The summer the family moved to the Berkshires, this was our theme song for some reason, I guess the reason being that radio up here is awful and after you fruitlessly scan through the stations for a good song, you pop in any CD that might be lying around and John Prine’s Lost Dogs and Mixed Blessing was on the only CD that seemed to be in the car that summer.

We’d all sing along to our favorite song, “Lake Marie” — and it was strange for a five-year-old to know all the words to “Lake Marie,” I get that — sometimes from beginning to end, sometimes just the chorus and what became our respective “parts” (e.g., “And living on the two lakes…known as the…Twin Lakes…” “The wind was blowing…especially through her hair…” “And they was ssssssssssssssizling” “Shadows! That’s what it looks like.”).

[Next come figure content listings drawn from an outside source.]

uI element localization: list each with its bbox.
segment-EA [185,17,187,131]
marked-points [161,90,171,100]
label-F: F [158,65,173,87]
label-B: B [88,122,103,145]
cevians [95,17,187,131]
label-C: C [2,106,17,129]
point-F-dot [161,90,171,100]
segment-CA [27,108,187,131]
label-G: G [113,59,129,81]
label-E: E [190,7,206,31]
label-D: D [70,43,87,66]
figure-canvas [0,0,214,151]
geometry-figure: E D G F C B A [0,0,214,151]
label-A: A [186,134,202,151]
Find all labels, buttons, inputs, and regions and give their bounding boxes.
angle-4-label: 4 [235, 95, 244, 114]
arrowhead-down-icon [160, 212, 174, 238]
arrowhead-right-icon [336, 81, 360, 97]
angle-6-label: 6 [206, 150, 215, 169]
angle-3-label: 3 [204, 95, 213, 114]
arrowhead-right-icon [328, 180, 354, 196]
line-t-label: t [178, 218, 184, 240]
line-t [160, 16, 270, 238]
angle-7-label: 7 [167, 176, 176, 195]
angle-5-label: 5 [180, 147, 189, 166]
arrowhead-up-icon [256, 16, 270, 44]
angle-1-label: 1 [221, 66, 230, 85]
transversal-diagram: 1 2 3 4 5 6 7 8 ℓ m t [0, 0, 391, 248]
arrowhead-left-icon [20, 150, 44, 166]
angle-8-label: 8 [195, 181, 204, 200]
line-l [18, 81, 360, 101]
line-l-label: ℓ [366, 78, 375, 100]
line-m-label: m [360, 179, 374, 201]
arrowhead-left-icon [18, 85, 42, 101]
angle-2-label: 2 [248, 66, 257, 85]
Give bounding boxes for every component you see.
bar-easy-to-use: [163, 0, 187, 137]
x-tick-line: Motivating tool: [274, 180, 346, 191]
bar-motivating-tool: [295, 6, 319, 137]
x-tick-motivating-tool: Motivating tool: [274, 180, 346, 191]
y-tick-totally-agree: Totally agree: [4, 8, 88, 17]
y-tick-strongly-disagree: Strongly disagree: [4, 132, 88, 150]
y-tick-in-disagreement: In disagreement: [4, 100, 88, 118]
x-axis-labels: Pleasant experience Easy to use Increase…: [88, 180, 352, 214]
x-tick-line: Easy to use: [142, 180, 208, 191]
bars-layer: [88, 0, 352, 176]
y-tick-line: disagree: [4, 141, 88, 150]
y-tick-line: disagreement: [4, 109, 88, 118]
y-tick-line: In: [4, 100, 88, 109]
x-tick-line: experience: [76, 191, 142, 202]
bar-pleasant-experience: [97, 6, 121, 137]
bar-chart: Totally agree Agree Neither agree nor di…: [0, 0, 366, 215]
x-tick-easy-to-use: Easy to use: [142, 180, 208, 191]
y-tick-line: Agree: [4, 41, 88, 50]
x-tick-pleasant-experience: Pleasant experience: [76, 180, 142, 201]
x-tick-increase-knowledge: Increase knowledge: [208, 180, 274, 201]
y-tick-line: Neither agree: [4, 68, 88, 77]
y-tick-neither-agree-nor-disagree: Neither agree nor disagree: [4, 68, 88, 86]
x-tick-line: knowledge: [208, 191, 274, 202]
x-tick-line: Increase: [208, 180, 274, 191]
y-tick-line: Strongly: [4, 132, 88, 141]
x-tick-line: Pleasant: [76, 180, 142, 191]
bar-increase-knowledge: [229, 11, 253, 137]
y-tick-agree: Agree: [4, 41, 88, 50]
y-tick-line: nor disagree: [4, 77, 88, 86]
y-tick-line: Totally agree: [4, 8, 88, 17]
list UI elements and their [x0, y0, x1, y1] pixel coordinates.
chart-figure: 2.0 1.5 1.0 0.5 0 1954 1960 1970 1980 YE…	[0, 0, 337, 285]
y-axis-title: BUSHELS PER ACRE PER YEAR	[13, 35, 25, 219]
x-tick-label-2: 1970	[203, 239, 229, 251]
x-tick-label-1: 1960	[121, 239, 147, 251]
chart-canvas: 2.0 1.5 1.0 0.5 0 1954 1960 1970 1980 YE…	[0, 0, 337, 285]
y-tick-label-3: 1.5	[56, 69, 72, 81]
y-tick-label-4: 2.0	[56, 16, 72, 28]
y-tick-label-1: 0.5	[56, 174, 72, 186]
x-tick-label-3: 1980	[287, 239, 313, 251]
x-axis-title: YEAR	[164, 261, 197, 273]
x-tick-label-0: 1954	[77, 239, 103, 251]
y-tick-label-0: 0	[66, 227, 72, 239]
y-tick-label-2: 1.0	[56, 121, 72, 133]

But always, all of us, “Aah, baby. We gotta go now.” With feeling.

The next summer, it was replaced by Taylor Swift’s “I Knew You Were Trouble,” but I don’t think the wife and boy liked that song so much as they liked my singing along with the “Now I’m lying on the cold hard ground…Oh! Oh! Trouble, trouble, trouble!” and “When your saddest fear…comes creeping in…that you never loved me or her or anyone or anything…Yeah…” bits. With feeling, it’s true, but not the same kind of feeling.

“Lake Marie,” on the other hand, we all really loved.

Standing by peaceful waters.

Aaaaaaaaaaah, baby.

We gotta go now

Eight Years Old

“Dad, I like this song.”

“It’s really good, isn’t it?”

“It’s really, really good.”

“Son, this was the music of my youth.”